B-2 Stealth Bomber Gets Upgrade, Joins the '90s
WmHBlair writes "Flightglobal has a report about the upgrades being made to the B-2A Stealth Bomber, which include Pentium class processors, JOVIAL code rewritten in C, and fibre channel hard drives. The Register, as usual, makes light of this event with a tongue-in-cheek news item noting that the upgrade drags Stealth Bomber IT systems into the '90s."
but microprocessors that are designed to handle a nuclear EMP aren't blazing fast. But they are definitely not 90s technology.
I think the B-2 bomber will be fine unless its pilots require the extra computing power to play "punch the monkey" or the South Park Lemmiwinks game.
Can't wait to see it fire up and have the screen print out: It is pitch black. You are likely to be eaten by a grue.
89.999997612?
No folly is more costly than the folly of intolerant idealism. - Winston Churchill
While the headline might be good for a light giggle, there's a good reason why it's 10 years behind. Airplane avionics systems must be free of bugs, or people die. That especially goes for a plane that uses a flying wing design (which are historically hard to stabilize without computer control), and potentially carries nuclear warheads.
Not a typewriter
As was recently discussed about the current Mars lander mission, it's really just fine if something built to do a very specific job doesn't have support for this week's gamer-friendly video board, a hacked Wii controller, bluetooth, and a dozen USB ports. Hardened, reliable hardware and bug-free seems better than, say, some of the misadventures that some IT-intensive commercial aircraft have suffered over the last few years. It's OK to be one notch less cool when you're flying around with large weapons.
Don't disappoint your bird dog. Go to the range.
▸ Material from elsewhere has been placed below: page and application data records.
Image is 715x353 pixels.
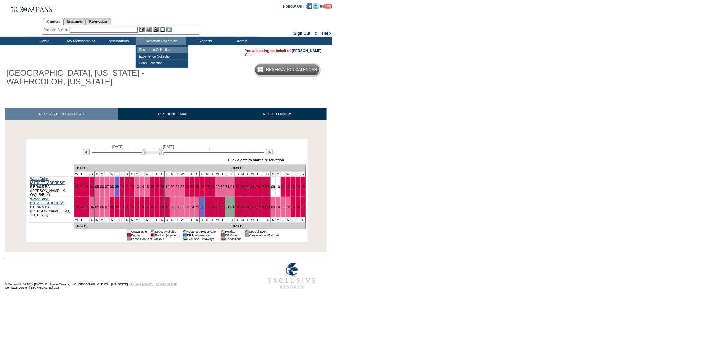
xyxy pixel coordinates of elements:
td: W [74,172,79,177]
a: 23 [185,185,189,189]
a: 14 [296,205,300,209]
td: Vacation Collection [136,37,186,45]
td: Residence Collection [137,47,188,53]
span: [DATE] [163,145,174,149]
img: b_edit.gif [139,27,145,32]
a: RESERVATION CALENDAR [5,109,118,120]
td: T [255,218,260,223]
td: Advanced Reservation [187,230,217,234]
td: Home [25,37,62,45]
td: S [195,172,200,177]
a: 28 [210,185,214,189]
td: F [154,218,159,223]
td: S [230,172,235,177]
td: S [94,172,99,177]
td: [DATE] [230,165,305,172]
img: Next [266,149,272,155]
a: TERMS OF USE [156,283,177,286]
td: T [185,172,190,177]
td: T [220,172,225,177]
td: T [175,172,180,177]
a: 01 [230,205,235,209]
td: W [250,172,255,177]
a: 19 [165,185,169,189]
td: Lease Contract Blackout [131,237,179,241]
a: 03 [85,205,89,209]
td: T [149,218,154,223]
a: 10 [120,185,124,189]
td: S [270,218,275,223]
img: Exclusive Resorts [262,260,322,293]
td: T [280,172,285,177]
a: 21 [175,185,179,189]
td: T [255,172,260,177]
a: Help [322,31,331,36]
td: Experience Collection [137,53,188,60]
a: 24 [190,205,194,209]
img: Follow us on Twitter [313,3,319,9]
td: ER Other [225,234,242,237]
a: 12 [130,185,134,189]
td: Dispositions [225,237,242,241]
a: 29 [215,185,219,189]
a: 11 [281,185,285,189]
td: F [119,172,124,177]
td: S [164,172,170,177]
a: 26 [200,205,204,209]
td: M [170,218,175,223]
a: 15 [145,185,149,189]
a: WaterColor, [STREET_ADDRESS] [30,197,65,205]
td: T [245,172,250,177]
td: Hotel Collection [137,60,188,66]
td: F [260,172,265,177]
td: F [225,218,230,223]
td: T [290,172,295,177]
a: 23 [185,205,189,209]
span: :: [315,31,318,36]
a: 04 [246,185,250,189]
td: T [210,172,215,177]
a: 04 [246,205,250,209]
td: M [205,172,210,177]
a: 12 [286,205,290,209]
a: 11 [125,205,129,209]
td: S [200,172,205,177]
td: T [140,218,145,223]
td: W [109,218,114,223]
td: S [89,172,94,177]
a: 26 [200,185,204,189]
td: F [260,218,265,223]
td: Booked [131,234,147,237]
td: Reports [186,37,223,45]
td: 01 [150,230,154,234]
a: Clear [245,53,254,57]
td: M [240,218,245,223]
td: [DATE] [74,165,230,172]
a: 03 [85,185,89,189]
a: 07 [261,205,265,209]
td: F [225,172,230,177]
td: Booked (adjacent) [155,234,180,237]
td: S [300,172,305,177]
td: S [195,218,200,223]
a: Reservations [86,18,111,25]
img: Become our fan on Facebook [307,3,312,9]
a: 13 [135,185,139,189]
td: 01 [183,230,187,234]
a: 08 [266,205,270,209]
td: 01 [127,230,131,234]
a: 16 [150,205,154,209]
a: 09 [271,205,275,209]
a: 06 [256,205,260,209]
a: 19 [165,205,169,209]
a: 24 [190,185,194,189]
a: 27 [205,185,209,189]
td: T [105,218,110,223]
td: Cancellation Wish List [249,234,279,237]
td: S [94,218,99,223]
td: 01 [245,230,249,234]
div: Member Name: [44,27,69,32]
a: Sign Out [293,31,310,36]
td: T [140,172,145,177]
a: 15 [301,205,305,209]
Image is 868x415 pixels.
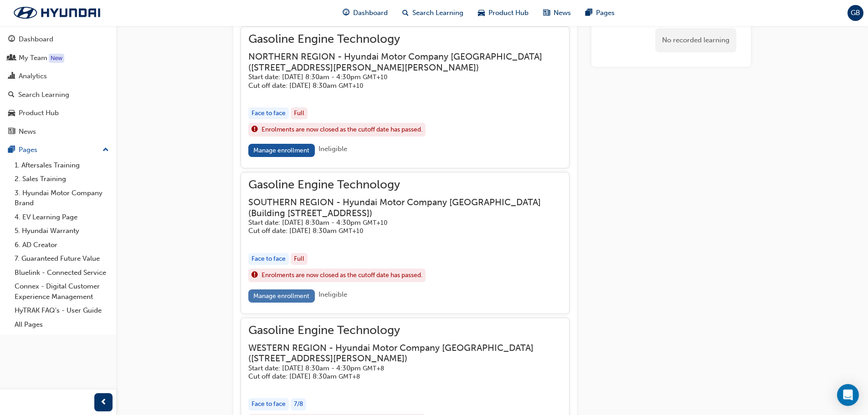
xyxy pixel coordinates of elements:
[11,304,113,318] a: HyTRAK FAQ's - User Guide
[3,29,113,142] button: DashboardMy TeamAnalyticsSearch LearningProduct HubNews
[248,143,315,157] a: Manage enrollment
[8,72,15,80] span: chart-icon
[395,3,471,23] a: search-iconSearch Learning
[553,8,571,18] span: News
[335,3,395,23] a: guage-iconDashboard
[488,8,528,18] span: Product Hub
[848,5,863,21] button: GB
[850,8,860,18] span: GB
[11,266,113,280] a: Bluelink - Connected Service
[290,253,307,265] div: Full
[261,271,423,280] span: Enrolments are now closed as the cutoff date has passed.
[290,398,306,411] div: 7 / 8
[8,54,15,62] span: people-icon
[248,108,289,120] div: Face to face
[319,290,347,298] span: Ineligible
[102,144,109,156] span: up-icon
[837,384,859,406] div: Open Intercom Messenger
[11,252,113,266] a: 7. Guaranteed Future Value
[11,210,113,225] a: 4. EV Learning Page
[251,269,258,281] span: exclaim-icon
[248,82,547,90] h5: Cut off date: [DATE] 8:30am
[338,82,363,90] span: Australian Eastern Standard Time GMT+10
[3,87,113,103] a: Search Learning
[338,373,360,380] span: Australian Western Standard Time GMT+8
[19,53,47,63] div: My Team
[101,397,107,409] span: prev-icon
[3,68,113,84] a: Analytics
[19,108,58,118] div: Product Hub
[248,343,547,364] h3: WESTERN REGION - Hyundai Motor Company [GEOGRAPHIC_DATA] ( [STREET_ADDRESS][PERSON_NAME] )
[11,280,113,304] a: Connex - Digital Customer Experience Management
[8,109,15,118] span: car-icon
[338,227,363,235] span: Australian Eastern Standard Time GMT+10
[353,8,388,18] span: Dashboard
[261,125,423,135] span: Enrolments are now closed as the cutoff date has passed.
[596,8,615,18] span: Pages
[18,90,69,101] div: Search Learning
[248,289,315,302] a: Manage enrollment
[3,105,113,122] a: Product Hub
[363,219,387,227] span: Australian Eastern Standard Time GMT+10
[248,372,547,381] h5: Cut off date: [DATE] 8:30am
[655,28,737,53] div: No recorded learning
[248,227,547,235] h5: Cut off date: [DATE] 8:30am
[248,253,289,265] div: Face to face
[248,398,289,411] div: Face to face
[3,49,113,66] a: My Team
[11,186,113,210] a: 3. Hyundai Motor Company Brand
[5,3,110,23] img: Trak
[248,34,561,160] button: Gasoline Engine TechnologyNORTHERN REGION - Hyundai Motor Company [GEOGRAPHIC_DATA]([STREET_ADDRE...
[248,197,547,219] h3: SOUTHERN REGION - Hyundai Motor Company [GEOGRAPHIC_DATA] ( Building [STREET_ADDRESS] )
[3,142,113,158] button: Pages
[19,126,36,137] div: News
[319,145,347,153] span: Ineligible
[248,219,547,227] h5: Start date: [DATE] 8:30am - 4:30pm
[248,34,561,45] span: Gasoline Engine Technology
[578,3,622,23] a: pages-iconPages
[11,238,113,252] a: 6. AD Creator
[8,91,15,99] span: search-icon
[3,123,113,140] a: News
[363,73,387,81] span: Australian Eastern Standard Time GMT+10
[412,8,463,18] span: Search Learning
[8,36,15,44] span: guage-icon
[535,3,578,23] a: news-iconNews
[248,51,547,73] h3: NORTHERN REGION - Hyundai Motor Company [GEOGRAPHIC_DATA] ( [STREET_ADDRESS][PERSON_NAME][PERSON_...
[290,108,307,120] div: Full
[49,53,64,62] div: Tooltip anchor
[248,180,561,190] span: Gasoline Engine Technology
[11,224,113,238] a: 5. Hyundai Warranty
[19,34,54,45] div: Dashboard
[11,318,113,332] a: All Pages
[19,71,47,82] div: Analytics
[248,180,561,306] button: Gasoline Engine TechnologySOUTHERN REGION - Hyundai Motor Company [GEOGRAPHIC_DATA](Building [STR...
[586,7,592,19] span: pages-icon
[543,7,550,19] span: news-icon
[8,146,15,154] span: pages-icon
[8,128,15,136] span: news-icon
[342,7,350,19] span: guage-icon
[251,124,258,135] span: exclaim-icon
[471,3,535,23] a: car-iconProduct Hub
[363,365,384,372] span: Australian Western Standard Time GMT+8
[402,7,409,19] span: search-icon
[478,7,485,19] span: car-icon
[248,326,561,336] span: Gasoline Engine Technology
[3,31,113,48] a: Dashboard
[11,172,113,186] a: 2. Sales Training
[248,73,547,82] h5: Start date: [DATE] 8:30am - 4:30pm
[11,158,113,173] a: 1. Aftersales Training
[19,145,37,155] div: Pages
[248,364,547,373] h5: Start date: [DATE] 8:30am - 4:30pm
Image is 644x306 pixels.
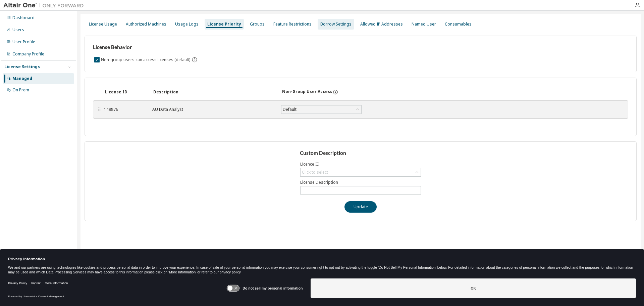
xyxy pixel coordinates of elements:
[175,21,199,27] div: Usage Logs
[93,44,196,50] h3: License Behavior
[105,89,145,95] div: License ID
[300,162,421,166] label: Licence ID
[344,201,377,212] button: Update
[281,106,297,113] div: Default
[300,168,420,176] div: Click to select
[282,89,333,95] div: Non-Group User Access
[411,21,436,27] div: Named User
[104,106,144,112] div: 149876
[300,180,421,185] label: License Description
[126,21,166,27] div: Authorized Machines
[13,76,32,81] div: Managed
[13,15,35,21] div: Dashboard
[101,56,192,64] label: Non-group users can access licenses (default)
[13,88,29,92] div: On Prem
[152,106,273,112] div: AU Data Analyst
[300,150,422,156] h3: Custom Description
[3,2,87,9] img: Altair One
[89,21,117,27] div: License Usage
[97,106,101,112] div: ⠿
[250,21,265,27] div: Groups
[281,106,361,114] div: Default
[274,21,311,27] div: Feature Restrictions
[320,21,352,27] div: Borrow Settings
[302,170,328,175] div: Click to select
[445,21,471,27] div: Consumables
[207,21,241,27] div: License Priority
[360,21,403,27] div: Allowed IP Addresses
[13,39,35,45] div: User Profile
[5,64,40,69] div: License Settings
[13,27,24,32] div: Users
[153,89,274,95] div: Description
[13,51,44,57] div: Company Profile
[192,57,198,63] svg: By default any user not assigned to any group can access any license. Turn this setting off to di...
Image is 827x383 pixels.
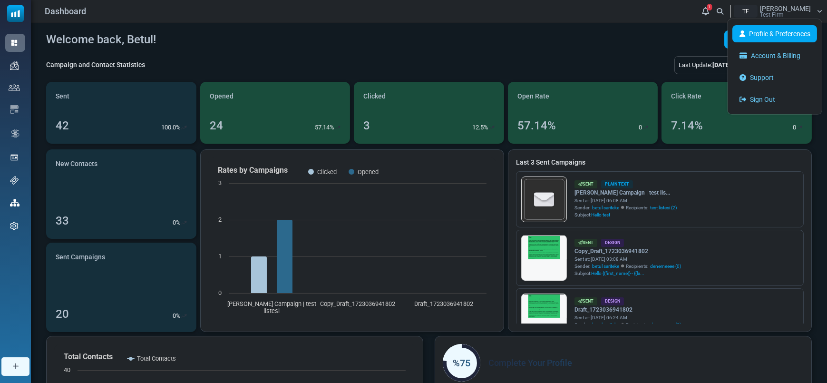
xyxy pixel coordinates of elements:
[320,300,395,307] text: Copy_Draft_1723036941802
[734,5,757,18] div: TF
[56,212,69,229] div: 33
[56,305,69,322] div: 20
[727,19,822,115] ul: TF [PERSON_NAME] Test Firm
[218,252,222,260] text: 1
[674,56,743,74] div: Last Update:
[712,61,731,68] b: [DATE]
[760,12,783,18] span: Test Firm
[315,123,334,132] p: 57.14%
[592,204,619,211] span: betul sariteke
[792,123,796,132] p: 0
[517,91,549,101] span: Open Rate
[574,188,676,197] a: [PERSON_NAME] Campaign | test lis...
[208,157,496,324] svg: Rates by Campaigns
[574,305,681,314] a: Draft_1723036941802
[650,204,676,211] a: test listesi (2)
[732,69,817,86] a: Support
[699,5,712,18] a: 1
[650,262,681,270] a: denemeeee (0)
[363,91,386,101] span: Clicked
[46,33,156,47] h4: Welcome back, Betul!
[732,25,817,42] a: Profile & Preferences
[650,321,681,328] a: denemeeee (0)
[46,60,145,70] div: Campaign and Contact Statistics
[443,344,803,382] div: Complete Your Profile
[574,197,676,204] div: Sent at: [DATE] 06:08 AM
[574,314,681,321] div: Sent at: [DATE] 06:24 AM
[574,247,681,255] a: Copy_Draft_1723036941802
[56,117,69,134] div: 42
[638,123,642,132] p: 0
[46,149,196,239] a: New Contacts 33 0%
[218,289,222,296] text: 0
[521,177,566,222] img: empty-draft-icon2.svg
[601,239,624,247] div: Design
[56,252,105,262] span: Sent Campaigns
[218,165,288,174] text: Rates by Campaigns
[50,5,278,19] h1: Test
[173,218,176,227] p: 0
[574,255,681,262] div: Sent at: [DATE] 03:08 AM
[574,204,676,211] div: Sender: Recipients:
[10,176,19,184] img: support-icon.svg
[50,29,278,85] p: Lorem ipsum dolor sit amet, consectetuer adipiscing elit. Aenean commodo ligula eget dolor. Aenea...
[173,311,176,320] p: 0
[210,117,223,134] div: 24
[45,5,86,18] span: Dashboard
[317,168,337,175] text: Clicked
[7,5,24,22] img: mailsoftly_icon_blue_white.svg
[56,91,69,101] span: Sent
[363,117,370,134] div: 3
[50,94,278,113] p: vulputate eget, arcu. In enim [PERSON_NAME], rhoncus ut, imperdiet a, venenatis vitae, [PERSON_NA...
[357,168,378,175] text: Opened
[592,262,619,270] span: betul sariteke
[173,218,187,227] div: %
[732,91,817,108] a: Sign Out
[10,61,19,70] img: campaigns-icon.png
[50,122,278,169] p: Nullam dictum felis eu pede mollis pretium. Integer tincidunt. Cras dapibus. Vivamus elementum se...
[210,91,233,101] span: Opened
[10,153,19,162] img: landing_pages.svg
[227,300,316,314] text: [PERSON_NAME] Campaign | test listesi
[592,321,619,328] span: betul sariteke
[56,159,97,169] span: New Contacts
[516,157,803,167] a: Last 3 Sent Campaigns
[574,270,681,277] div: Subject:
[517,117,556,134] div: 57.14%
[443,356,480,370] div: %75
[574,321,681,328] div: Sender: Recipients:
[10,128,20,139] img: workflow.svg
[591,212,610,217] span: Hello test
[574,180,597,188] div: Sent
[574,262,681,270] div: Sender: Recipients:
[574,297,597,305] div: Sent
[472,123,488,132] p: 12.5%
[161,123,181,132] p: 100.0%
[760,5,811,12] span: [PERSON_NAME]
[9,84,20,91] img: contacts-icon.svg
[10,222,19,230] img: settings-icon.svg
[173,311,187,320] div: %
[591,270,644,276] span: Hello {(first_name)} - {(la...
[137,355,176,362] text: Total Contacts
[218,216,222,223] text: 2
[671,117,703,134] div: 7.14%
[574,211,676,218] div: Subject:
[601,297,624,305] div: Design
[64,366,70,373] text: 40
[734,5,822,18] a: TF [PERSON_NAME] Test Firm
[574,239,597,247] div: Sent
[671,91,701,101] span: Click Rate
[601,180,633,188] div: Plain Text
[724,30,811,48] a: Create Email Campaign
[10,39,19,47] img: dashboard-icon-active.svg
[414,300,473,307] text: Draft_1723036941802
[706,4,712,10] span: 1
[10,105,19,114] img: email-templates-icon.svg
[218,179,222,186] text: 3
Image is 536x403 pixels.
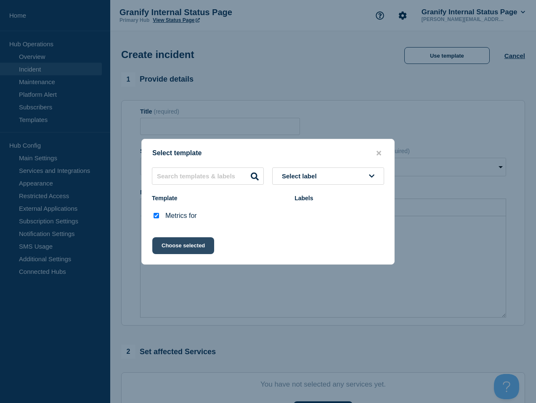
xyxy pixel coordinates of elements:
button: close button [374,149,384,157]
input: Metrics for checkbox [154,213,159,218]
input: Search templates & labels [152,167,264,185]
span: Select label [282,172,320,180]
p: Metrics for [165,212,197,220]
button: Select label [272,167,384,185]
div: Labels [294,195,384,201]
div: Select template [142,149,394,157]
button: Choose selected [152,237,214,254]
div: Template [152,195,286,201]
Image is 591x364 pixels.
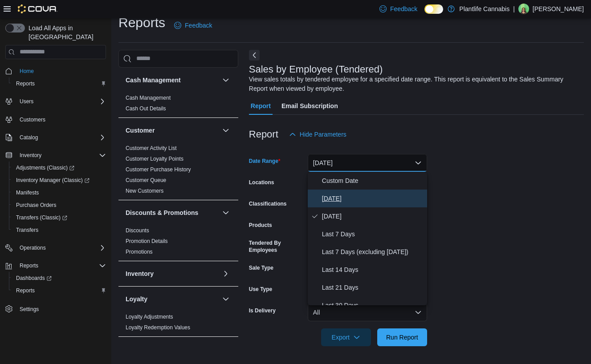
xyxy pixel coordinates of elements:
a: Transfers (Classic) [13,212,71,223]
button: Export [321,329,371,346]
span: Promotion Details [125,238,168,245]
p: Plantlife Cannabis [459,4,510,14]
label: Date Range [249,157,281,165]
a: Purchase Orders [13,200,60,210]
div: Mackenzie Morgan [519,4,529,14]
span: Customers [20,116,46,124]
a: Customer Queue [125,177,166,183]
a: Adjustments (Classic) [9,162,110,174]
span: Inventory [16,150,106,161]
span: Purchase Orders [13,200,106,210]
button: Customer [221,125,231,136]
span: Cash Out Details [125,105,166,112]
a: Dashboards [9,272,110,285]
button: Catalog [2,131,110,144]
span: Adjustments (Classic) [13,162,106,173]
button: [DATE] [308,154,427,172]
span: [DATE] [322,211,424,221]
span: Discounts [125,227,149,234]
span: Feedback [390,5,417,13]
span: Promotions [125,248,153,255]
button: Reports [9,78,110,90]
div: Customer [118,143,238,200]
div: Cash Management [118,92,238,117]
button: All [308,304,427,321]
a: Reports [13,78,38,89]
span: Dark Mode [425,14,425,14]
h1: Reports [118,14,165,32]
span: Reports [20,262,38,269]
span: Adjustments (Classic) [16,164,74,171]
span: Customer Queue [125,177,166,184]
h3: Loyalty [125,295,147,304]
img: Cova [18,5,58,13]
button: Operations [16,242,49,253]
span: Custom Date [322,176,424,186]
a: Cash Management [125,95,171,101]
h3: Inventory [125,269,154,278]
button: Next [249,50,260,60]
span: Transfers (Classic) [16,214,67,221]
span: Transfers (Classic) [13,212,106,223]
button: Inventory [16,150,45,161]
h3: Sales by Employee (Tendered) [249,64,383,75]
span: Cash Management [125,94,171,102]
button: Loyalty [221,294,231,305]
h3: Cash Management [125,76,181,84]
button: Inventory [125,269,219,278]
span: Inventory Manager (Classic) [16,177,90,184]
span: Email Subscription [282,97,338,115]
a: Loyalty Adjustments [125,314,173,320]
span: Last 7 Days (excluding [DATE]) [322,247,424,257]
a: Promotions [125,249,153,255]
div: View sales totals by tendered employee for a specified date range. This report is equivalent to t... [249,75,579,93]
label: Sale Type [249,264,274,272]
a: Transfers (Classic) [9,211,110,224]
label: Classifications [249,200,287,208]
span: Manifests [13,188,106,198]
span: Settings [20,306,39,313]
span: Purchase Orders [16,202,57,209]
span: Export [327,329,366,346]
span: Inventory [20,152,41,159]
span: Last 14 Days [322,264,424,275]
span: Catalog [20,134,38,141]
a: Reports [13,286,38,296]
a: Inventory Manager (Classic) [13,175,93,186]
a: Feedback [171,16,216,34]
button: Run Report [377,329,427,346]
span: Dashboards [16,275,52,282]
span: [DATE] [322,193,424,204]
span: Reports [13,286,106,296]
button: Inventory [221,268,231,279]
span: Reports [16,80,35,87]
p: | [513,4,515,14]
a: Customer Loyalty Points [125,156,184,162]
button: Reports [9,285,110,297]
button: Reports [2,260,110,272]
span: Customer Purchase History [125,166,191,173]
button: Customer [125,126,219,135]
span: Customers [16,114,106,125]
a: Loyalty Redemption Values [125,325,190,331]
a: Transfers [13,225,42,235]
span: Load All Apps in [GEOGRAPHIC_DATA] [25,24,106,41]
button: Cash Management [221,75,231,85]
button: Operations [2,242,110,254]
nav: Complex example [6,61,106,339]
button: Inventory [2,149,110,162]
h3: Discounts & Promotions [125,208,198,217]
button: Users [2,95,110,108]
div: Select listbox [308,172,427,306]
div: Discounts & Promotions [118,225,238,261]
span: Settings [16,303,106,314]
span: Transfers [13,225,106,235]
button: Hide Parameters [286,125,350,143]
span: Reports [16,287,35,294]
label: Is Delivery [249,307,276,314]
a: Dashboards [13,273,55,284]
input: Dark Mode [425,5,443,14]
span: Last 7 Days [322,229,424,240]
button: Discounts & Promotions [125,208,219,217]
a: Inventory Manager (Classic) [9,174,110,187]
Having worked for a defense contractor (non-weapons, mind you) for 6 years, it doesn't surprise me at all that the technology for such things are at least 10 years behind state of the art. It takes so long to fully satisfy the requirements of a military contract, then it takes at least as long to fix all the little bugs that inevitably pop up after delivery; then there's the military amending their requirements halfway through the project, sometimes resulting in having to go almost all the way back to square one in the design cycle. Oh, and don't even get me started on requirements that belong in cartoons and comic books, not the real world of engineering.
I'm not sure that replacing JOVIAL code with C code is actually progress. If JOVIAL is anything like ALGOL 60, it's arguably a better programming language than C.
They should have written all the flight control in Ruby & made it an AJAX web application that runs on Firefox on an iPhone. That would make it zillions of times faster than that old C code & Pentiums, right?
I've worked on military CPU replacement in the past for a subcontractor. We were upgrading an early 60s avionics set built from, get this, AND, OR and NOR gates. The most complex part was a 4 bit shift register - pretty wild. So I know a bit about this.
The major problem with using components newer than the mid-90s is that they are so sensitive to radiation. Not EM, but Alpha particles and other cosmic rays. Its prohibitively expensive to rad-harden (radiation harden) sub-100nm chips and when that is achieved the yields are so low that the cost balloons even more. Radiation hits my cause the rare BSOD for you, on a nuclear armed aircraft its may show up as a MCOD - mushroom cloud of destruction.